A rare operation: Doctors turn their heads to remove the tumor, the patient plays the clarinet

Surgery surgery for brain tumors, the first to be performed in Italy, at the S. Annna Hospital in Ferrara. The patient, in September, was operated awake while playing clarinets, in alert and co-operative state”. The Neuroropicia Department, led by Michele Alessandro Cavalo, is an international reference point for interventions with patients [...]
The Neurosurgy Department, led by Michele Alessandro Cavalo, is an international reference point for interventions involving smart patients rather than anesthesia.
In the case of brain tumors, neurosurgic intent is twofold: the largest removal of possible mass and the downing of possible brain damage caused by surgery.
There are tools to monitor motor functions, but not sensitive ones, and intervention can be performed by surgery awake with motor operating intraoperator monitoring thanks to the record of <x0).
The fact that the patient is a professional musician has created opportunities to try to preserve, with positive results and sensitivity.
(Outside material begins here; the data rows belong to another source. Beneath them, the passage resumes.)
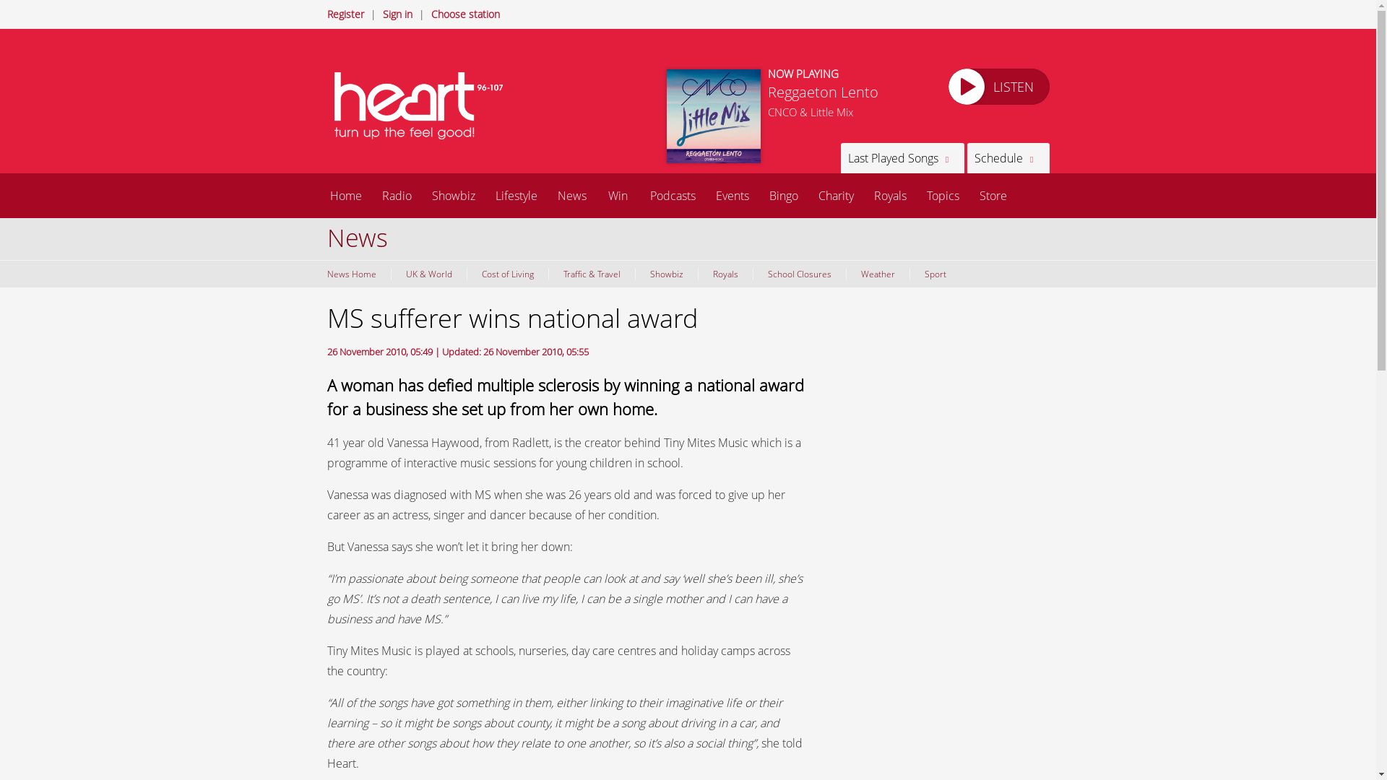  What do you see at coordinates (572, 195) in the screenshot?
I see `News` at bounding box center [572, 195].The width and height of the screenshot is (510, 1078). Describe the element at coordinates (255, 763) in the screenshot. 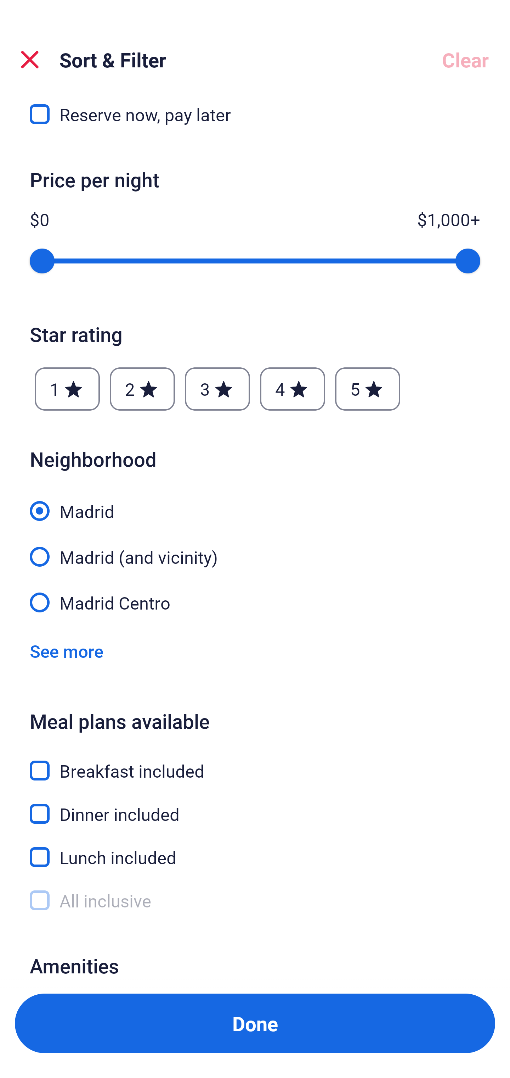

I see `Breakfast included, Breakfast included` at that location.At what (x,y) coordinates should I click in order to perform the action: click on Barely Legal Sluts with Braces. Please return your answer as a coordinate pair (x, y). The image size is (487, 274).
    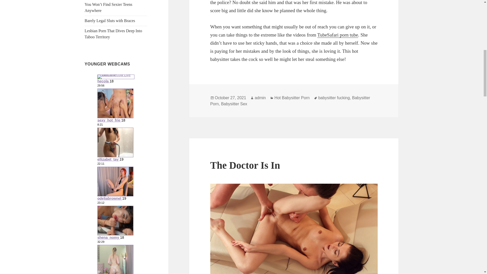
    Looking at the image, I should click on (110, 21). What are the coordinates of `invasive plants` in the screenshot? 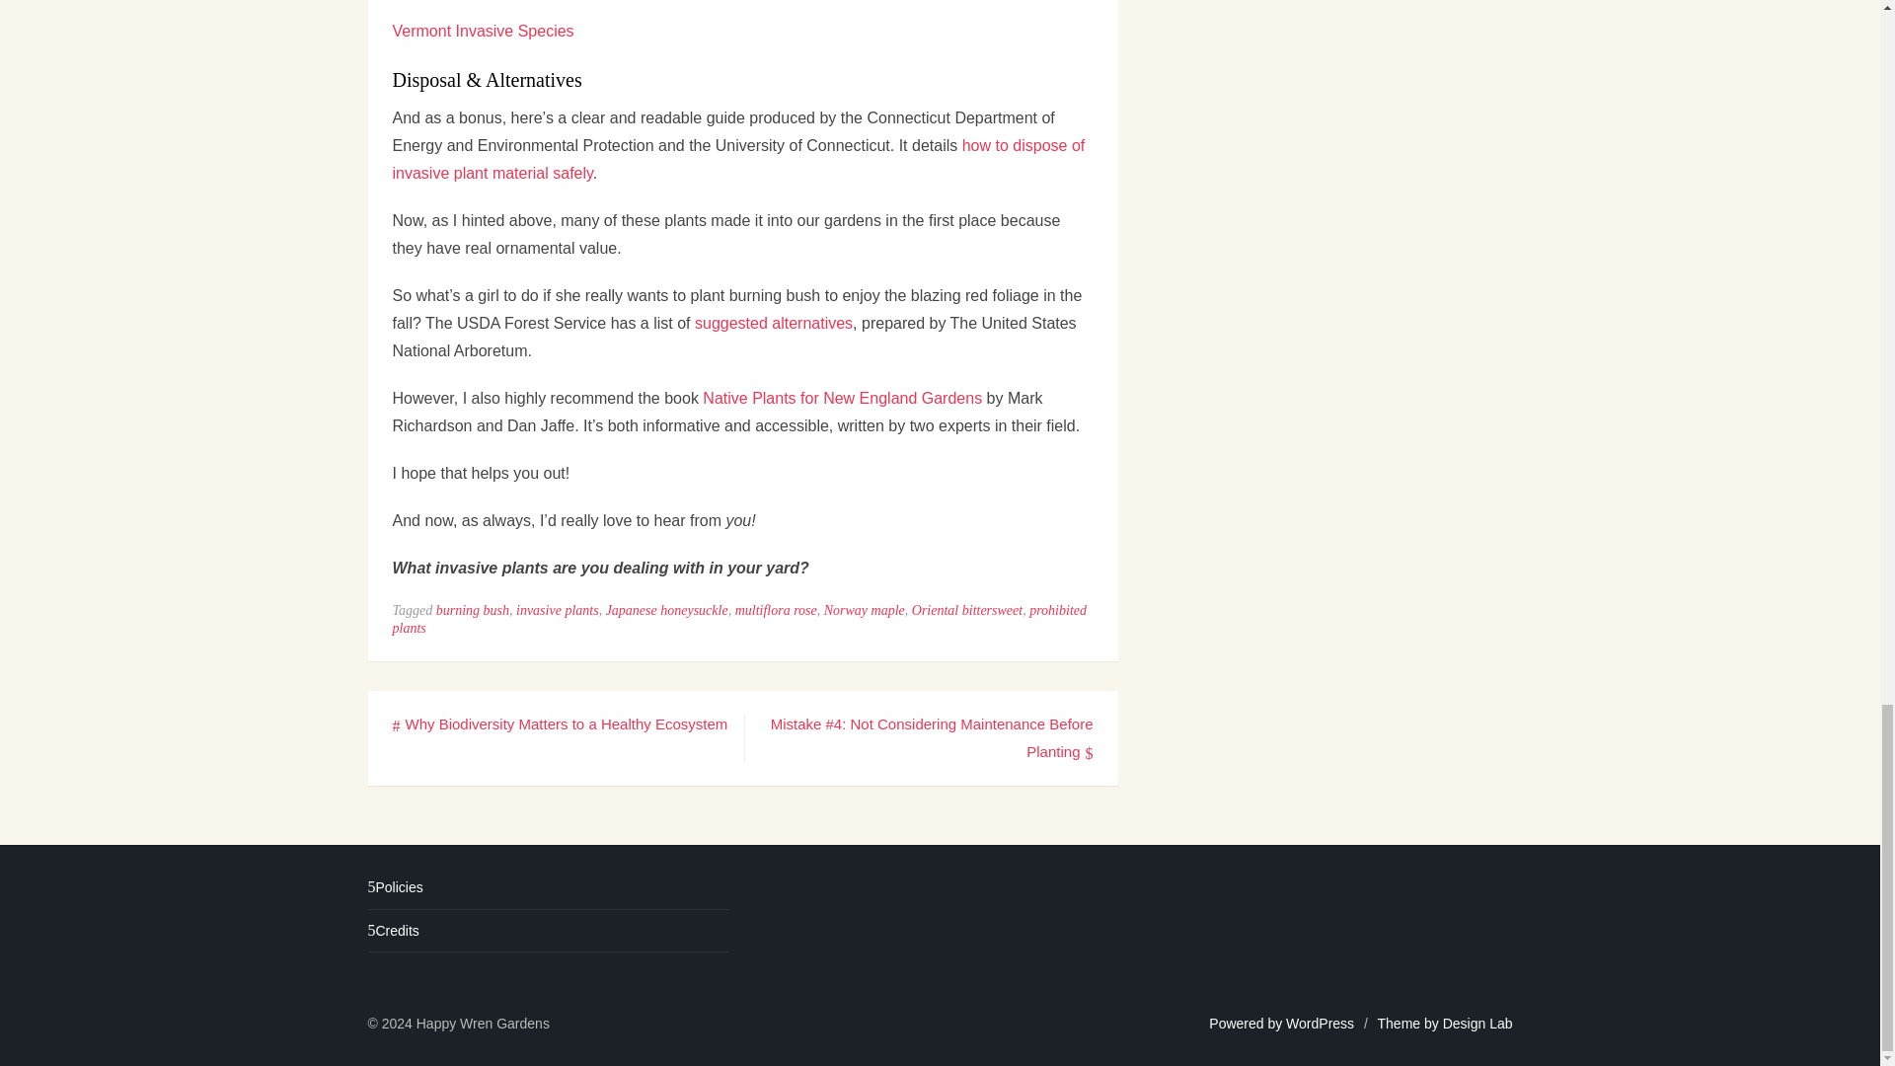 It's located at (557, 610).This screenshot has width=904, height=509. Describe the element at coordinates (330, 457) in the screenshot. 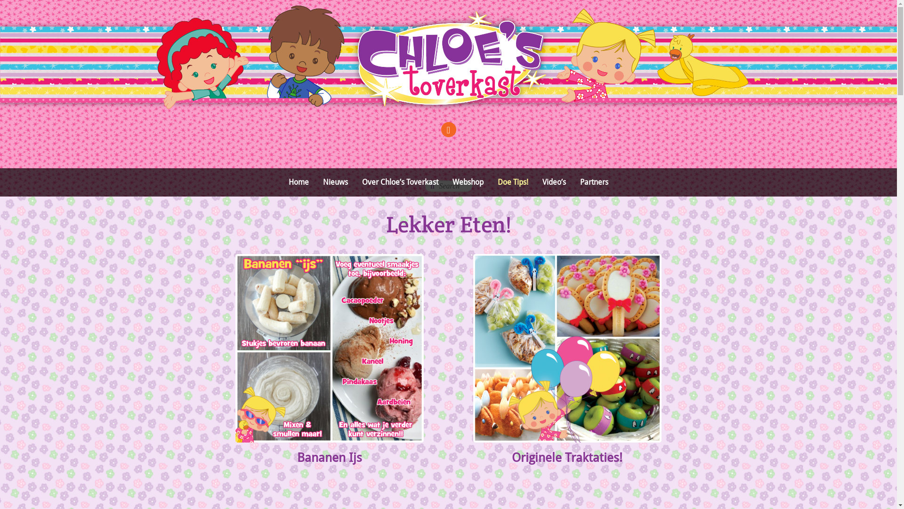

I see `Bananen Ijs` at that location.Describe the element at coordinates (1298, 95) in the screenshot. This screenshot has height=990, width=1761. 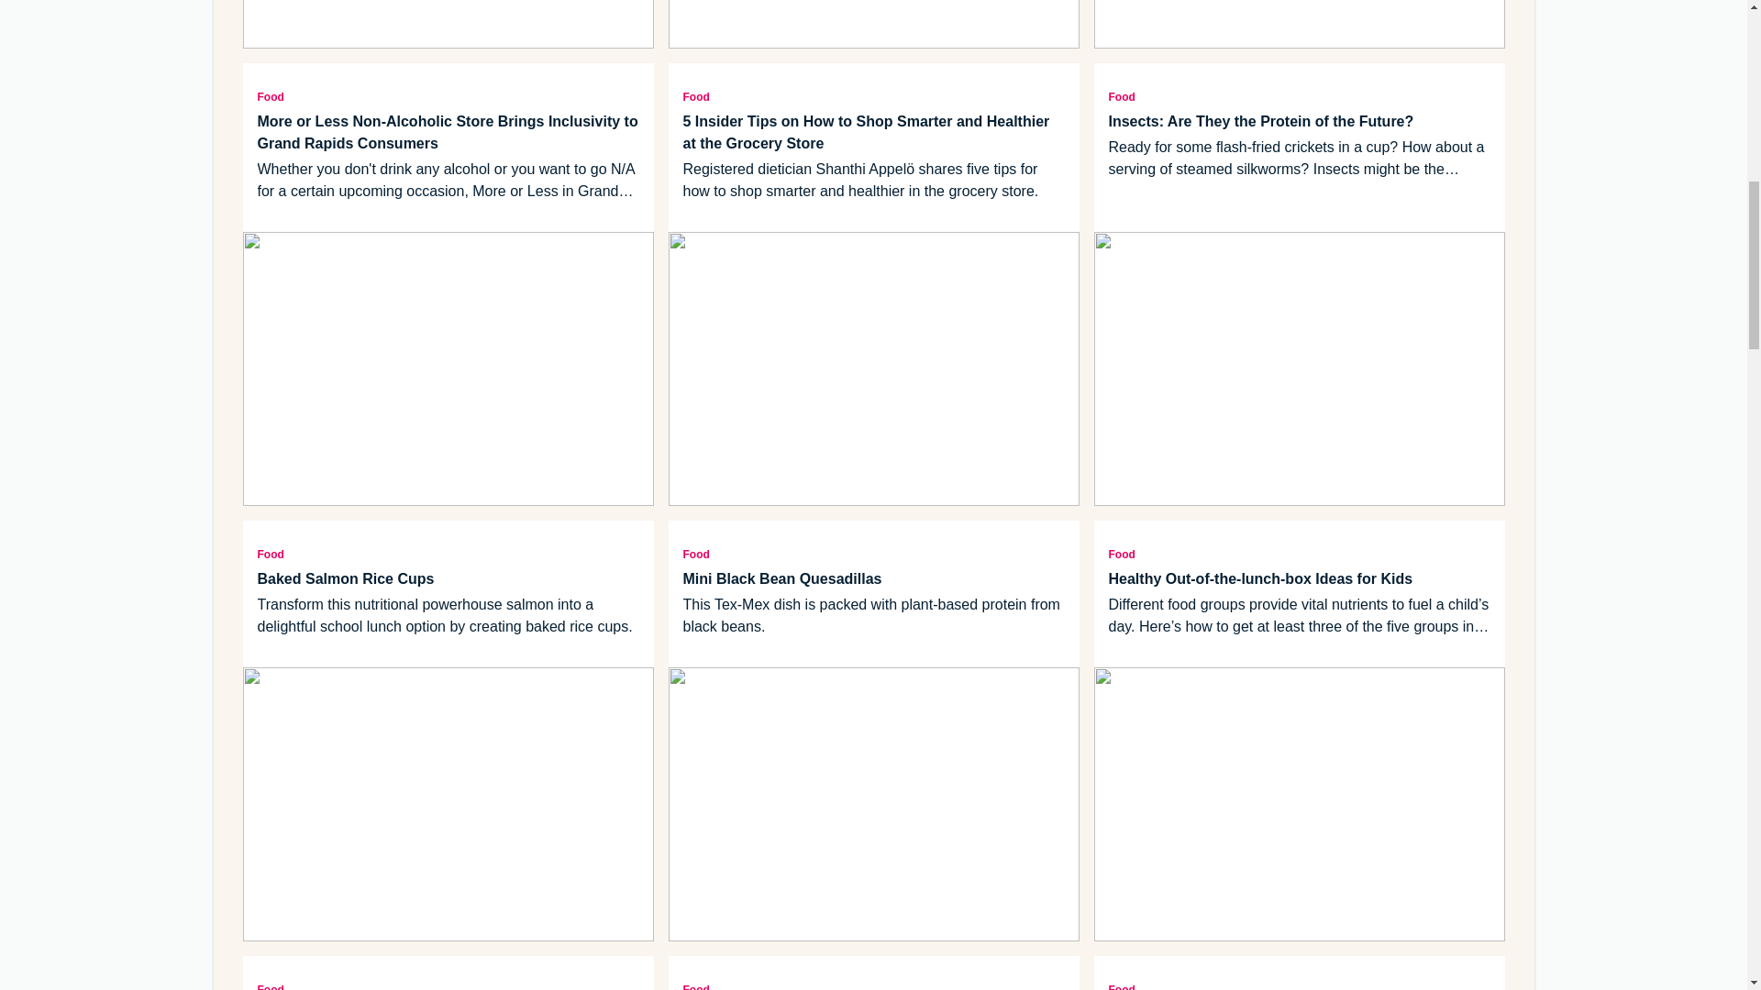
I see `Food` at that location.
The patient, coming from another region, had experienced a sudden seizure of seizure.
Controls confirmed that the cause was a tumor located in the right sensitive area of the brain, the same area from which the perception of the right hand and left - arm sensitivity comes, writes La Repubblica.
The patient plays in the clarinets, an instrument that requires quick movement, precision and almost automatic fingerprints (the action of a musician is always determined and modified by the perception of instrument components, such as guitar cords, keys to the piano, holes, and keys to the clarinet).
So, for the first time in Italy, with the proposal of neurosurgeon Pasquale De Bonis and Neurodrozia Director Michele Alessandro Cavalo, decided to intervene by removing neoplasis while the patient whose availability was essential, he played in the clarinet. By stimulating specific cerebral stages, complex sense disorders have been caused.
The same patient could show that he was unable to direct his left hand fingers for the transitional transition of sensitivity, broadcast BW.
Songplay errors enabled neurosurgeons to follow up on surgery with de Borders, avoiding even the most minimal risk of damage.
Intervention has lasted four hours, half of which with the patient awake. The images of magnetic resonance after surgery showed the optimum removal of neoplasm.
The patient, who left the hospital after a few days, has been sending to doctors in the Department who operated on a video showing that he plays parts of classical music with perfection.